REQUIRED WORK:
From the line containing "The height and" through the last line of the entries below, transcribe each line exactly, excluding any picture.
#####
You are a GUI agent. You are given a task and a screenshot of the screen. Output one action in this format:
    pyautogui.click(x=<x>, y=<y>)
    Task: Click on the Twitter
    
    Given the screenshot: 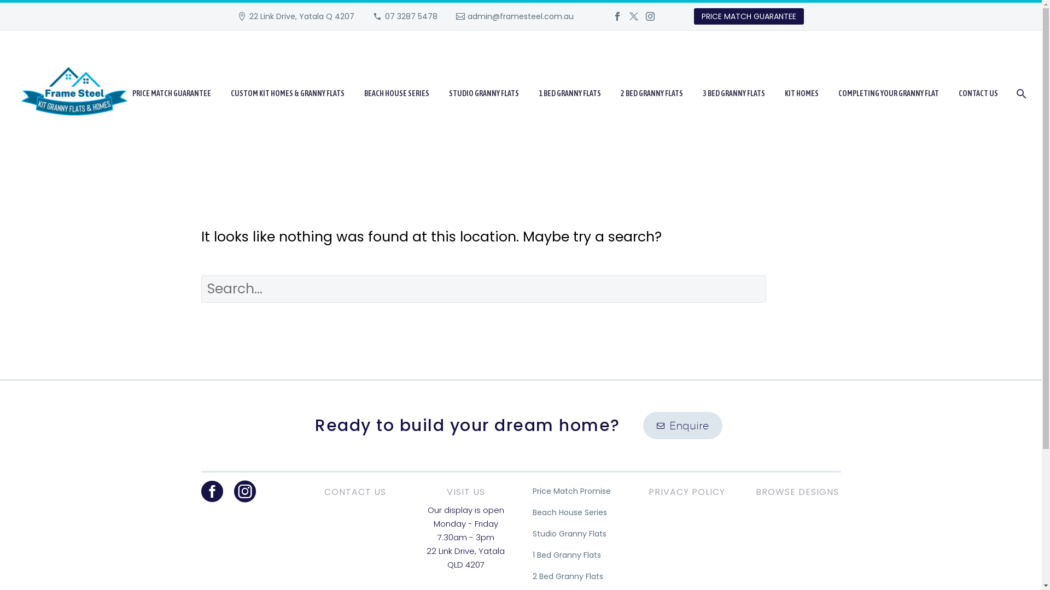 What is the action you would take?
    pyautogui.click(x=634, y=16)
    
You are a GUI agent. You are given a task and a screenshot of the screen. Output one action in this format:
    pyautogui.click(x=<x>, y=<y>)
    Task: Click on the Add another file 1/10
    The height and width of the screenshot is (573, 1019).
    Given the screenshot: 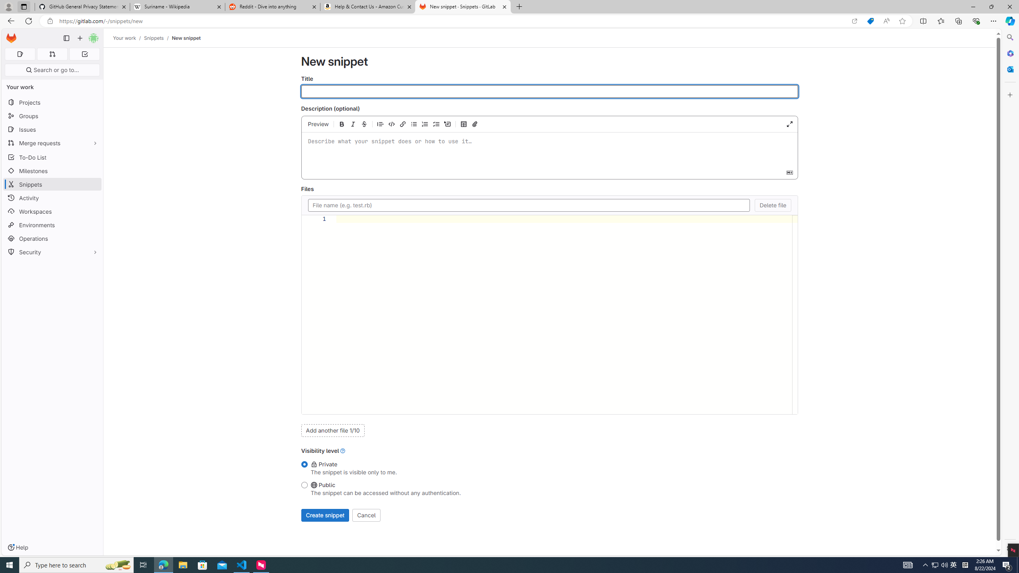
#####
SOLVED EXERCISE:
    The height and width of the screenshot is (573, 1019).
    Given the screenshot: 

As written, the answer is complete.